Many people avoid hard conversations because we genuinely have no idea how to have to them, or where to start. We worry about saying the wrong thing, putting our foot in our mouth and making things worse. That fear is a valid emotion, and a signal that we need to provide more tools in people’s toolboxes around communication. It’s not enough to tell people we expect them to have hard conversations, we have to teach them how to have them.
Some of these skills look like:
- Active listening. Demonstrate full attention and reflect back key points to ensure understanding.
- Curiosity-driven inquiry. Ask open-ended, non-leading questions to gather more context.
- Impact acknowledgment. Recognize and validate the effect your words or actions may have had.
- Focused communication. Avoid generalizations or unrelated issues.
- Assertive expression. Use clear “I” statements to convey your experience without blame.
A framework I often use is the Ladder of Inference. The Ladder of Inference is an easier way to track how quickly we jump from a single observation to creating a whole narrative (often rooted in bias, stereotyping, and preconceived feelings about the situation). When we allow ourselves to slow down our thinking, and lead with curiosity instead of assumption, we make space for honest dialogue and deeper connections.
So now what?

We normalize the messiness of communication.
The human experience *messy*, and it doesn’t get less messy no matter how old you get, how much you earn, or your title. So, we might as well normalize that. The human experience is messy. Communication is messy, and even with all of the planning, skills and outlines in the world, conversations won’t always go as we meant them to.
You’ll say the wrong thing. You’ll hurt someone’s feelings, you will get your feelings hurt. You’ll misunderstand, and be misunderstood. That is human.
But this isn’t about getting it “right”, or “winning”. It’s about our willingness to come back, repair, learn, and to say sorry when we need to. That’s the real work of communication, not running from it, but embracing the mess.
If we want stronger teams, healthier workplaces, and deeper trust, we need to start listening to our peers and trying to understand them for who they really are.
We need to talk about the things that feel uncomfortable. It’s important to talk about people’s lived realities, experiences, and truly build connectedness beyond our casual work interactions.
The Skin Deep helps us to have those conversations, by creating the space and the prompts to kick these conversations off without the pressure of trying to start it ourselves. Every time we choose to have honest conversations, one where we speak from our experiences and remain open to other’s realities, we make it easier and safer for our peers to do the same.
And maybe, just maybe, we make communication become a little less hard.
P.S. If this piece resonated with you and you're looking for a way to bring more meaningful dialogue into your workplace, I highly recommend The Skin Deep’s {THE AND} Coworkers Edition card deck. It’s designed specifically to help teams move beyond surface-level chatter and start having real conversations, about work, collaboration, growth, and even the tough stuff. Whether you’re building a new team or strengthening an existing one, these cards can open the door to deeper trust, understanding, and connection.
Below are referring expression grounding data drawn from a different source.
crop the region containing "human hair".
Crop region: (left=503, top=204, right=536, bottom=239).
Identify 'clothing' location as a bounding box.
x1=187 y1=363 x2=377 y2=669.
Because better conversations lead to better teams.
About the Author:
Madison Butler is a workplace culture strategist, speaker, and advocate known for championing equity, authenticity, and psychological safety at work. As the founder of The Employee Journey Blueprint and co-founder of The Cashmere Club, she’s spent her career helping organizations build environments where people feel safe to have the hard conversations that lead to real growth. Madison believes that discomfort is where change begins, and she’s made it her mission to help leaders and teams navigate tough topics with empathy, courage, and a little bit of humor.